How I Learned To Lie Like A Politician On A Two-Hour Bus Trip

Updated on

How I Learned To Lie Like A Politician On A Two-Hour Bus Trip by John Hasnas, Foundation For Economic Education

Political memories only last for 20 minutes.

It would not be remarkable to observe that politicians lie. Many people lie. What is remarkable is that politicians keep telling the same lies over and over again. Few people do this. (Donald Trump, who tells a new lie almost every time he opens his mouth, is not a counterexample to this observation because he is not really a politician.)

I am unable to recall a time when politicians were not promising to balance the budget by eliminating “fraud, waste, and abuse,” or to help the poor by increasing the budget of a federal program, or to create energy self-sufficiency, or to stem the tide of illegal immigration by controlling the border, or to reduce gun violence by adopting stronger gun control measures, or… you get the idea.

Now, politicians are generally not stupid people. If there is one thing they know well, it is how to get people to vote for them. So if they are constantly repeating assertions that consistently turn out to be false, it must be because doing so has this effect.

But why? Why does the public never seem to catch on? To answer this question, I want to describe something I call the “20 minutes game.”

My Little Rendezvous with Dishonesty

My first job after graduating from college was as a soccer coach. And when I later went to law school and graduate school, I continued to run a soccer program in the summer at a camp in western Connecticut. Most of the boys in this program came from the suburbs of New York City, and at the beginning of the summer we used to pick the campers up in passenger buses that could seat 40-50 boys and transport them to camp. The drive to camp usually took around two and a half hours.

The boys ranged in age from seven to fifteen. And it never took very long for the younger boys to become impatient and come up to me in the front of the bus to ask, “How long until we get to camp?” At first, I used to answer this question truthfully, but I learned that saying “two hours” or an “hour and a half” seemed like forever to the boys and sometimes upset them. So with a bit of experience, I adopted the following policy. Whenever any boy asked me how long until we get to camp, I would say “20 minutes.” This answer was always satisfactory. It did not seem like a long time to the boys, but it was long enough so they would forget about it for considerably longer than 20 minutes.

Over the course of the trip, boys would come up one by one to ask how long until we got to camp. I responded “20 minutes” to all of them, and everyone was happy. Eventually, one of the first boys to ask would realize that it had been longer than 20 minutes and would come back to again ask “how long until we get to camp?” When I again said “20 minutes,” he would say, “but that’s what you said last time.” To this my stock response was, “Yes, but it’s 20 minutes from now.” Remarkably, this worked, and I would repeat it to each boy who asked the question a second time.

Now, as the trip wore on and we got closer to camp, the scheme would eventually break down. One boy would ask another what I said, word would spread until finally most of the boys caught on to what I was doing. By the end of the trip whenever anyone asked how long until we get to camp, a chorus of voices would call out “20 minutes” and everyone would laugh.

But the reason the boys caught on was because it was the same group of boys on the bus for the entire trip. Imagine instead that every hour or so, the boys on the bus the longest got off and a new group of boys got on. In that scenario, I believe that I could keep playing the 20 minutes game indefinitely.

My Life as a Camp Counselor – Applied to Politics

Electoral politics is like the latter version of the 20 minutes game. Every election cycle, a new group of young voters begin to cast their votes. And every election cycle, a certain percentage of the older voters who have finally caught on to the game stop paying attention to what the politicians say and simply cast their votes out of habit — if they vote at all.

As a result, politicians get to answer both “20 minutes” and “20 minutes from now” forever, without having to worry about most of the voters realizing that it is a game.

When I used to tell the boys the truth that the camp was two hours away, they were disappointed. When I told them “20 minutes,” they went away happy — which was great for me.

Similarly, politicians remain politicians by getting people to vote for them. They could tell people the disappointing truth that balancing the budget will take decades and require significant cuts in services and additional taxes. Or they could tell them that they will balance the budget by eliminating fraud, waste, and abuse, and make them happy. Which is more likely to generate votes? And by the time the older voters come back to ask for the third time how long it is going to take, there will be a whole new group of voters hearing the answer for the first or second time.

Why do politicians keep telling the same lies? Because electoral politics is the 20 minutes game writ large.

This article appeared at Learn Liberty.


[Exercise description]
Each line of data below is to be returned exactly, leaving out any picture.

(Figure record extracts)
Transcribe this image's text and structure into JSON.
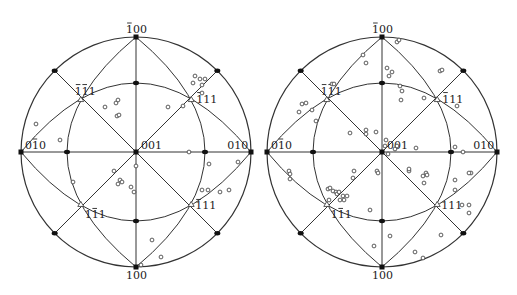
{
  "figure": {
    "type": "stereographic_projection_pair",
    "stroke_color": "#333333",
    "point_color": "#333333",
    "background": "#ffffff"
  },
  "plots": [
    {
      "id": "left",
      "cx": 136,
      "cy": 152,
      "r": 115,
      "labels": {
        "top": "100",
        "top_bar": "1",
        "bottom": "100",
        "left": "010",
        "left_bar": "1",
        "right": "010",
        "center": "001",
        "upper_left": "111",
        "upper_left_bars": [
          0,
          1
        ],
        "upper_right": "111",
        "upper_right_bars": [
          0
        ],
        "lower_left": "111",
        "lower_left_bars": [
          1
        ],
        "lower_right": "111",
        "lower_right_bars": [
          0
        ]
      },
      "points": [
        [
          195,
          76
        ],
        [
          200,
          79
        ],
        [
          205,
          79
        ],
        [
          202,
          85
        ],
        [
          202,
          93
        ],
        [
          193,
          83
        ],
        [
          183,
          106
        ],
        [
          168,
          107
        ],
        [
          105,
          107
        ],
        [
          116,
          103
        ],
        [
          118,
          100
        ],
        [
          117,
          116
        ],
        [
          119,
          115
        ],
        [
          36,
          124
        ],
        [
          60,
          140
        ],
        [
          189,
          152
        ],
        [
          136,
          166
        ],
        [
          114,
          171
        ],
        [
          120,
          180
        ],
        [
          122,
          182
        ],
        [
          118,
          184
        ],
        [
          131,
          187
        ],
        [
          134,
          192
        ],
        [
          73,
          182
        ],
        [
          209,
          164
        ],
        [
          238,
          162
        ],
        [
          202,
          190
        ],
        [
          208,
          190
        ],
        [
          220,
          192
        ],
        [
          229,
          190
        ],
        [
          152,
          240
        ],
        [
          161,
          257
        ],
        [
          141,
          265
        ]
      ]
    },
    {
      "id": "right",
      "cx": 382,
      "cy": 152,
      "r": 115,
      "labels": {
        "top": "100",
        "top_bar": "1",
        "bottom": "100",
        "left": "010",
        "left_bar": "1",
        "right": "010",
        "center": "001",
        "upper_left": "111",
        "upper_left_bars": [
          0,
          1
        ],
        "upper_right": "111",
        "upper_right_bars": [
          0
        ],
        "lower_left": "111",
        "lower_left_bars": [
          1
        ],
        "lower_right": "111",
        "lower_right_bars": []
      },
      "points": [
        [
          397,
          42
        ],
        [
          399,
          40
        ],
        [
          363,
          55
        ],
        [
          366,
          63
        ],
        [
          387,
          68
        ],
        [
          392,
          72
        ],
        [
          389,
          76
        ],
        [
          440,
          71
        ],
        [
          442,
          70
        ],
        [
          332,
          84
        ],
        [
          334,
          84
        ],
        [
          400,
          86
        ],
        [
          402,
          91
        ],
        [
          401,
          100
        ],
        [
          424,
          98
        ],
        [
          457,
          106
        ],
        [
          299,
          112
        ],
        [
          302,
          104
        ],
        [
          306,
          103
        ],
        [
          312,
          110
        ],
        [
          316,
          121
        ],
        [
          350,
          133
        ],
        [
          366,
          130
        ],
        [
          366,
          134
        ],
        [
          376,
          132
        ],
        [
          386,
          140
        ],
        [
          385,
          146
        ],
        [
          388,
          154
        ],
        [
          395,
          149
        ],
        [
          397,
          146
        ],
        [
          416,
          148
        ],
        [
          455,
          147
        ],
        [
          463,
          152
        ],
        [
          455,
          180
        ],
        [
          455,
          190
        ],
        [
          471,
          173
        ],
        [
          469,
          173
        ],
        [
          462,
          205
        ],
        [
          469,
          205
        ],
        [
          469,
          213
        ],
        [
          353,
          178
        ],
        [
          354,
          171
        ],
        [
          377,
          171
        ],
        [
          378,
          173
        ],
        [
          409,
          171
        ],
        [
          409,
          169
        ],
        [
          426,
          173
        ],
        [
          424,
          183
        ],
        [
          427,
          175
        ],
        [
          423,
          176
        ],
        [
          289,
          171
        ],
        [
          290,
          174
        ],
        [
          290,
          179
        ],
        [
          328,
          189
        ],
        [
          330,
          188
        ],
        [
          333,
          191
        ],
        [
          336,
          192
        ],
        [
          337,
          194
        ],
        [
          339,
          192
        ],
        [
          343,
          196
        ],
        [
          347,
          196
        ],
        [
          344,
          200
        ],
        [
          329,
          200
        ],
        [
          340,
          200
        ],
        [
          370,
          210
        ],
        [
          390,
          236
        ],
        [
          374,
          246
        ],
        [
          441,
          235
        ],
        [
          415,
          252
        ],
        [
          423,
          258
        ]
      ]
    }
  ]
}
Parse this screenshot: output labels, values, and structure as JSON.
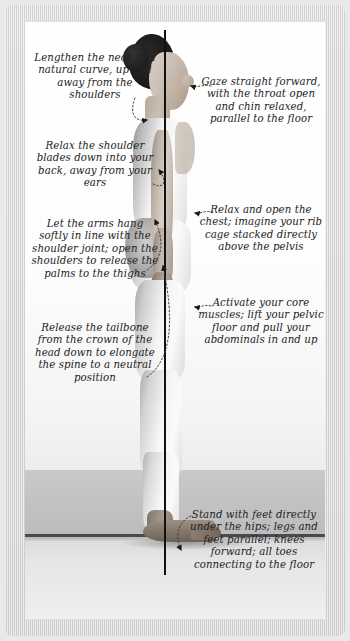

[Task output]
Transcribe this image's text and structure into JSON.
{
  "figure": {
    "type": "stereographic_projection_pair",
    "stroke_color": "#333333",
    "point_color": "#333333",
    "background": "#ffffff"
  },
  "plots": [
    {
      "id": "left",
      "cx": 136,
      "cy": 152,
      "r": 115,
      "labels": {
        "top": "100",
        "top_bar": "1",
        "bottom": "100",
        "left": "010",
        "left_bar": "1",
        "right": "010",
        "center": "001",
        "upper_left": "111",
        "upper_left_bars": [
          0,
          1
        ],
        "upper_right": "111",
        "upper_right_bars": [
          0
        ],
        "lower_left": "111",
        "lower_left_bars": [
          1
        ],
        "lower_right": "111",
        "lower_right_bars": [
          0
        ]
      },
      "points": [
        [
          195,
          76
        ],
        [
          200,
          79
        ],
        [
          205,
          79
        ],
        [
          202,
          85
        ],
        [
          202,
          93
        ],
        [
          193,
          83
        ],
        [
          183,
          106
        ],
        [
          168,
          107
        ],
        [
          105,
          107
        ],
        [
          116,
          103
        ],
        [
          118,
          100
        ],
        [
          117,
          116
        ],
        [
          119,
          115
        ],
        [
          36,
          124
        ],
        [
          60,
          140
        ],
        [
          189,
          152
        ],
        [
          136,
          166
        ],
        [
          114,
          171
        ],
        [
          120,
          180
        ],
        [
          122,
          182
        ],
        [
          118,
          184
        ],
        [
          131,
          187
        ],
        [
          134,
          192
        ],
        [
          73,
          182
        ],
        [
          209,
          164
        ],
        [
          238,
          162
        ],
        [
          202,
          190
        ],
        [
          208,
          190
        ],
        [
          220,
          192
        ],
        [
          229,
          190
        ],
        [
          152,
          240
        ],
        [
          161,
          257
        ],
        [
          141,
          265
        ]
      ]
    },
    {
      "id": "right",
      "cx": 382,
      "cy": 152,
      "r": 115,
      "labels": {
        "top": "100",
        "top_bar": "1",
        "bottom": "100",
        "left": "010",
        "left_bar": "1",
        "right": "010",
        "center": "001",
        "upper_left": "111",
        "upper_left_bars": [
          0,
          1
        ],
        "upper_right": "111",
        "upper_right_bars": [
          0
        ],
        "lower_left": "111",
        "lower_left_bars": [
          1
        ],
        "lower_right": "111",
        "lower_right_bars": []
      },
      "points": [
        [
          397,
          42
        ],
        [
          399,
          40
        ],
        [
          363,
          55
        ],
        [
          366,
          63
        ],
        [
          387,
          68
        ],
        [
          392,
          72
        ],
        [
          389,
          76
        ],
        [
          440,
          71
        ],
        [
          442,
          70
        ],
        [
          332,
          84
        ],
        [
          334,
          84
        ],
        [
          400,
          86
        ],
        [
          402,
          91
        ],
        [
          401,
          100
        ],
        [
          424,
          98
        ],
        [
          457,
          106
        ],
        [
          299,
          112
        ],
        [
          302,
          104
        ],
        [
          306,
          103
        ],
        [
          312,
          110
        ],
        [
          316,
          121
        ],
        [
          350,
          133
        ],
        [
          366,
          130
        ],
        [
          366,
          134
        ],
        [
          376,
          132
        ],
        [
          386,
          140
        ],
        [
          385,
          146
        ],
        [
          388,
          154
        ],
        [
          395,
          149
        ],
        [
          397,
          146
        ],
        [
          416,
          148
        ],
        [
          455,
          147
        ],
        [
          463,
          152
        ],
        [
          455,
          180
        ],
        [
          455,
          190
        ],
        [
          471,
          173
        ],
        [
          469,
          173
        ],
        [
          462,
          205
        ],
        [
          469,
          205
        ],
        [
          469,
          213
        ],
        [
          353,
          178
        ],
        [
          354,
          171
        ],
        [
          377,
          171
        ],
        [
          378,
          173
        ],
        [
          409,
          171
        ],
        [
          409,
          169
        ],
        [
          426,
          173
        ],
        [
          424,
          183
        ],
        [
          427,
          175
        ],
        [
          423,
          176
        ],
        [
          289,
          171
        ],
        [
          290,
          174
        ],
        [
          290,
          179
        ],
        [
          328,
          189
        ],
        [
          330,
          188
        ],
        [
          333,
          191
        ],
        [
          336,
          192
        ],
        [
          337,
          194
        ],
        [
          339,
          192
        ],
        [
          343,
          196
        ],
        [
          347,
          196
        ],
        [
          344,
          200
        ],
        [
          329,
          200
        ],
        [
          340,
          200
        ],
        [
          370,
          210
        ],
        [
          390,
          236
        ],
        [
          374,
          246
        ],
        [
          441,
          235
        ],
        [
          415,
          252
        ],
        [
          423,
          258
        ]
      ]
    }
  ]
}
Parse this screenshot: output labels, values, and structure as JSON.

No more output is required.